I’ve had three night to sleep on it and I am still under the spell of Mahler’s Symphony of 1,000 conducted by Riccardo Chailly with the Gewandhaus Orchestra on Thursday, as the climax to the city’s revelatory and rehabilitatory Mahler Festival.

Chailly has conducted the eighth more than any other Mahler symphony and – though I cannot prove it – more than any man in the last century. He makes no apologies for a work many musicians consider unwieldy and overblown, the only symphony Mahler wrote in a sense of near-trance, dashed off in six summer weeks and never revised. Mahler tinkered endlessly with every other score: the Eighth he conceived as perfection.

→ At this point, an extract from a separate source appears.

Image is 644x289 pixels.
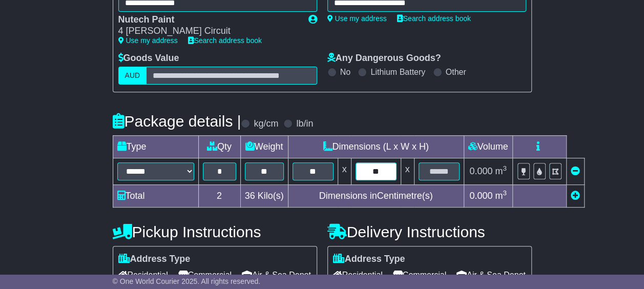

Chailly takes much the same view. From the opening blast of Veni, Creator Spiritus, through the diffuse passages of choral singing to the moments of total silence that precede catharsis in the finale, he finds an ineluctable unity of vision. The hymnal first section was taken  fairly fast, in less than 25 minutes, while the Faustian second half was allowed time and space for dramatic cohesion.

Each of the five separate choirs was differentiated by vocal colour and the eight soloists had distinctive roles  Instead of becoming a gigantic mush as it does in vast arenas like the Royal Albert Hall, the Eighth acquired both intimacy and analytic clarity in the supportive acoustic of the hexagonal Gewandhaus. The orchestral playing throughout was supple, passionate and powerful, an apotheosis of the art.

An overwhelming performance was climaxed by a 15-minute ovation, after which conductor and soloists trooped off to a nearby hotel lounge to face questions from the audience as they have done throughout this historic cycle. Others watched it on live streaming in the foyers. Mahler’s face was plastered all over the centre of the town where he was once junior conductor.  Leipzig has advertised itself in the past as the city where Bach and Mendelssohn worked and Wagner was born. Its image has been augmented to include Mahler who, though he spent less than two years on its payroll (1886-88), composed his first symphony during that time.

Leipzig, a former cosmopolitan trade and publishing centre, entered obscurity during the Communist era and beyond. The Mahler cycle drew visitors from several continents and restored its former polyglot character. Leipzig, for a fortnight, was a world hub once more.

Restoring Mahler to Leipzig was a joint personal mission and a tremendous act of long-term planning for Chailly and the Gewandhaus executive director, Andreas Schulz. When I saw them over lunch, both men managed to look totally drained and yet somehow revitalised.

Three performances of the Eight conclude the cycle, the last of them tonight.